Friday 2 January 2015

Feeling The Fear


  Well it's NYD of 2015. NYE hasn't traditionally been my favourite day of the year and I don't really love its following day counterpart. I do like the twinkling, heady lights of Christmas and all of the different things there are to do during Christmas Week but then once we arrive at NYE I wonder what will be any different about NYE of the next year. When I look back at the year just gone I see it as important but nothing really changed with regard to work and my lifestyle. It was a mirror year of the one before it, but without a spell in the mental health facility of a hospital and I learned about loss in the March when a special relative died and I learned to adjust to life without her. I spent 2014 taking little steps towards bigger steps and I've entered 2015 thinking about bigger steps and I can see myself striding at some point in the not too distant future.

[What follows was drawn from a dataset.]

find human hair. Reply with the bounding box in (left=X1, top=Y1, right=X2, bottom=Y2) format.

  I think to truly make the best of a new year or indeed a new day it's very important to look back and see what we can and can't do differently in the future. Over the last few years I have had a weight problem, I lose it and then I gain it. I eat chocolate and ice cream, I go to Burger King and then I feel much worse about myself. I do these things when I am fed up, I don't have the energy to cook or get up so I eat rubbish and ultimately turn the inner sanctum of my body into a rubbish heap. 2015 is the year that this dangerous and destructive pattern stops and it must stop for good. Quite frankly, I've had enough of it and it's just a silly way to live. Yoyo eating habits and myself separated our partnership in 2014 and I very much hope that we don't meet again.

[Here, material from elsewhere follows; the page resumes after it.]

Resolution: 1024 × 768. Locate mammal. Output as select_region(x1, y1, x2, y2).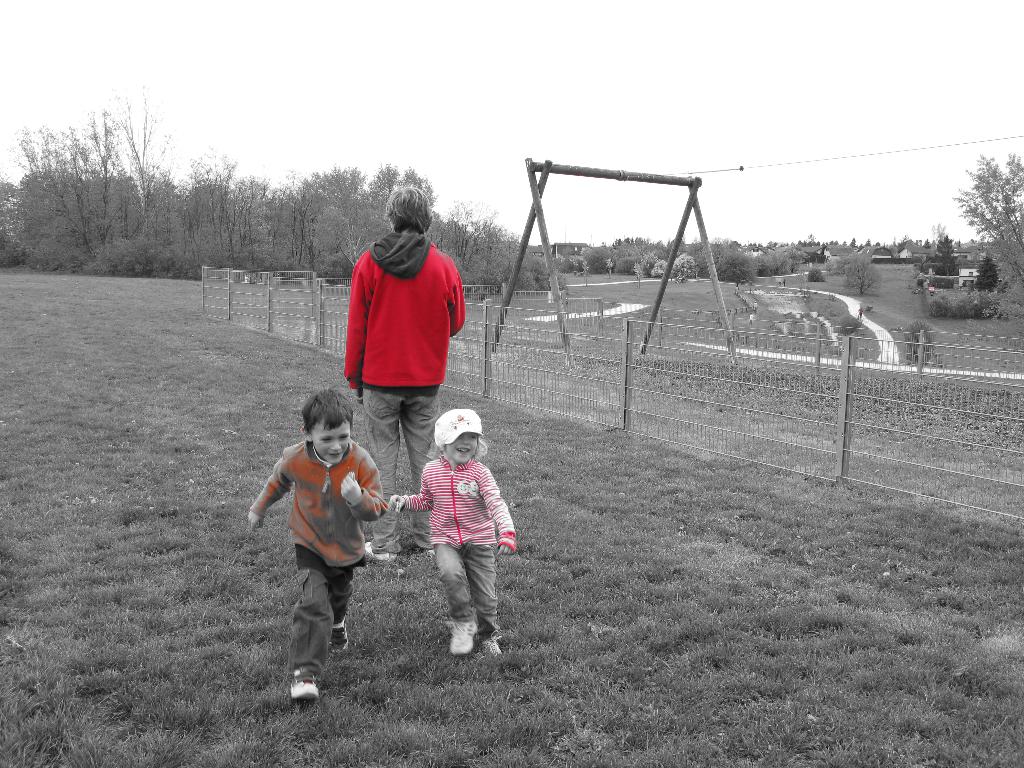
select_region(344, 186, 467, 568).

   I've also spent a long time living in fear and I've made my home in the shadows. I made myself afraid of the world around me and the different things it offers but during the transitional moments of 2014/15 I decided that I just don't want to live like this anymore. I watched a programme called Marvellous and it was all about a man called Neil Baldwin who states he's never been scared of anything and as such has made friends with premiership footballers, high end members of the clergy and he's also received a fellowship degree from Keele University after spending some time pretending to be the local vicar. I watched Neil's story with a keen interest and realised that nothing has ever held him back, he simply wasn't born with the fear factor and as a result he's achieved so much and well and truly lived his life to the full.

  I think that my life could be so much more marvellous if I wasn't so scared so I thought I'd start doing new things. I did something new today and I'm feeling quite pleased with myself about it. I often thought I might like to have my eyebrows shaped but I'd already reached the conclusion that I would be lost in such an environment. I was letting my fears about stepping into the unknown take over me again and I was being silly. I won't fit in I thought to myself but today I stepped into a 'brow bar' and went through the excruciating process of having my eyebrows shaped with a thread thing for the first time. I've got the red eyebrow area and the headache to prove it but eyebrow threading is now something I feel capable of having done to myself.

  I'm heading back to Seville soon after Christmas at home here in the UK and I'm going to rejoin the gym when I return to my Big Square sanctum. I'm going to join the expensive gym close to where I live because there's a pool there and I plan to step into a swimming costume and allow myself to be seen by others in a public place because I really like swimming and it's a type of exercise I'm happy to dedicate myself to. I'm also going to finally force myself to learn Spanish in a proper classroom because I don't understand anything in the country I live in and that's really, really thick of me and I shouldn't have allowed it to go on for so long. Spain is an excellent place and best experienced long term with a knowledge of Spanish in one's arsenal. I want to really know and understand another language regardless of whether or not I live there.

  I'm eager to make my dreams come true in 2015, I want to learn how to make my writings sellable in the commercial market and teach others how to speak English. I'm going to tie up loose ends in 2015, GCSE maths and driving licenses must finally be obtained and a path into the future must be cleared. I'm not planning to change the world in the next couple of months but I'd really like to make my world a better place to live in. Starting these new habits isn't the tricky bit, the beginning is easy, it is the keeping up of the healthier habits that are more difficult. It's time to fly, fly, fly away from fear and into the unknown land of optimism and maybe a little bit of adrenaline rush skydiving.